I won’t go into details of the different evaluation metrics as we can have many different types, depending on the problem.

The Libraries

 
To start with the machine learning libraries, install the basic and most important ones first, for example, numpy and scipy.

I don’t use Anaconda (https://www.continuum.io/downloads). It’s easy and does everything for you, but I want more freedom. The choice is yours. :)

The Machine Learning Framework

 
In 2015, I came up with a framework for automatic machine learning which is still under development and will be released soon. For this post, the same framework will be the basis. The framework is shown in the figure below:


Figure from: A. Thakur and A. Krohn-Grimberghe, AutoCompete: A Framework for Machine Learning Competitions, AutoML Workshop, International Conference on Machine Learning 2015

In the framework shown above, the pink lines represent the most common paths followed. After we have extracted and reduced the data to a tabular format, we can go ahead with building machine learning models.

The very first step is identification of the problem. This can be done by looking at the labels. One must know if the problem is a binary classification, a multi-class or multi-label classification or a regression problem. After we have identified the problem, we split the data into two different parts, a training set and a validation set as depicted in the figure below.

The splitting of data into training and validation sets “must” be done according to labels. In case of any kind of classification problem, use stratified splitting. In python, you can do this using scikit-learn very easily.

In case of regression task, a simple K-Fold splitting should suffice. There are, however, some complex methods which tend to keep the distribution of labels same for both training and validation set and this is left as an exercise for the reader.

I have chosen the eval_size or the size of the validation set as 10% of the full data in the examples above, but one can choose this value according to the size of the data they have.

After the splitting of the data is done, leave this data out and don’t touch it. Any operations that are applied on training set must be saved and then applied to the validation set. Validation set, in any case, should not be joined with the training set. Doing so will result in very good evaluation scores and make the user happy but instead he/she will be building a useless model with very high overfitting.

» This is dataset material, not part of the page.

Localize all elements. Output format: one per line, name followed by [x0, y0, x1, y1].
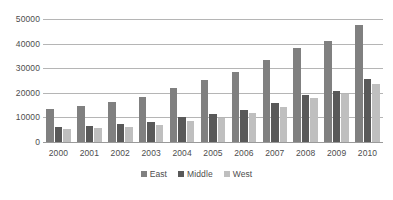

Next step is identification of different variables in the data. There are usually three types of variables we deal with. Namely, numerical variables, categorical variables and variables with text inside them. Let’s take example of the popular Titanic dataset (https://www.kaggle.com/c/titanic/data).

Here, survival is the label. We have already separated labels from the training data in the previous step. Then, we have pclass, sex, embarked. These variables have different levels and thus they are categorical variables. Variables like age, sibsp, parch, etc are numerical variables. Name is a variable with text data but I don’t think it’s a useful variable to predict survival.

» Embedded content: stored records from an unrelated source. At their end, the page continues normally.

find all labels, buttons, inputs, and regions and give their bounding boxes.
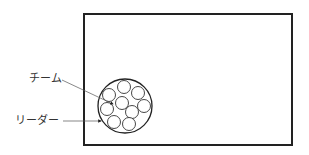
member-circles bbox=[101, 81, 151, 131]
member-circle bbox=[118, 81, 131, 94]
leader-label: リーダー bbox=[15, 115, 59, 126]
member-circle bbox=[123, 118, 136, 131]
member-circle bbox=[116, 97, 129, 110]
team-label: チーム bbox=[29, 73, 62, 84]
member-circle bbox=[138, 100, 151, 113]
member-circle bbox=[103, 89, 116, 102]
diagram-canvas: チーム リーダー bbox=[0, 0, 309, 155]
member-circle bbox=[108, 116, 121, 129]
member-circle bbox=[126, 106, 139, 119]
member-circle bbox=[101, 103, 114, 116]
member-circle bbox=[132, 87, 145, 100]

Separate out the numerical variables first. These variables don’t need any kind of processing and thus we can start applying normalization and machine learning models to these variables.

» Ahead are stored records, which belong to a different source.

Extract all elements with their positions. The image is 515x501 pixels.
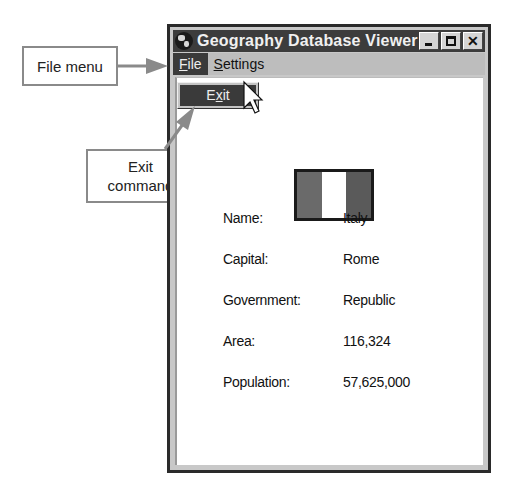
menu-settings[interactable]: Settings	[208, 53, 271, 75]
field-capital-label: Capital:	[223, 251, 343, 267]
window-title: Geography Database Viewer	[197, 32, 418, 50]
exit-mnemonic: x	[216, 87, 223, 103]
field-name-label: Name:	[223, 210, 343, 226]
globe-icon[interactable]	[175, 32, 193, 50]
menu-bar: File Settings	[173, 53, 485, 75]
menu-item-exit[interactable]: Exit	[180, 85, 256, 106]
arrow-file-menu	[118, 58, 168, 74]
menu-file-label: ile	[188, 56, 202, 72]
callout-exit-line2: command	[108, 176, 174, 195]
maximize-button[interactable]	[441, 32, 461, 50]
field-area-value: 116,324	[343, 333, 390, 349]
field-capital-value: Rome	[343, 251, 379, 267]
close-button[interactable]: ✕	[463, 32, 483, 50]
exit-label-pre: E	[206, 87, 215, 103]
menu-settings-mnemonic: S	[214, 56, 223, 72]
exit-label-post: it	[223, 87, 230, 103]
close-icon: ✕	[467, 33, 479, 49]
title-bar[interactable]: Geography Database Viewer ✕	[173, 30, 485, 52]
file-menu-dropdown: Exit	[177, 82, 259, 109]
minimize-button[interactable]	[419, 32, 439, 50]
field-area-label: Area:	[223, 333, 343, 349]
menu-settings-label: ettings	[223, 56, 264, 72]
client-area: Name: Italy Capital: Rome Government: Re…	[175, 77, 483, 465]
field-government-label: Government:	[223, 292, 343, 308]
callout-exit-line1: Exit	[108, 157, 174, 176]
callout-file-menu-text: File menu	[37, 57, 103, 76]
field-government-value: Republic	[343, 292, 395, 308]
app-window: Geography Database Viewer ✕ File Setting…	[167, 24, 491, 473]
field-population-value: 57,625,000	[343, 374, 410, 390]
field-population-label: Population:	[223, 374, 343, 390]
callout-file-menu: File menu	[22, 46, 118, 86]
field-name-value: Italy	[343, 210, 367, 226]
menu-file[interactable]: File	[173, 53, 208, 75]
menu-file-mnemonic: F	[179, 56, 188, 72]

There are two ways in which we can handle categorical data:

  • Convert the categorical data to labels

  • Convert the labels to binary variables (one-hot encoding)

Please remember to convert categories to numbers first using LabelEncoder before applying OneHotEncoder on it.

Since, the Titanic data doesn’t have good example of text variables, let’s formulate a general rule on handling text variables. We can combine all the text variables into one and then use some algorithms which work on text data and convert it to numbers.

The text variables can be joined as follows:

We can then use CountVectorizer or TfidfVectorizer on it:

or

The TfidfVectorizer performs better than the counts most of the time and I have seen that the following parameters for TfidfVectorizer work almost all the time.

If you are applying these vectorizers only on the training set, make sure to dump it to hard drive so that you can use it later on the validation set.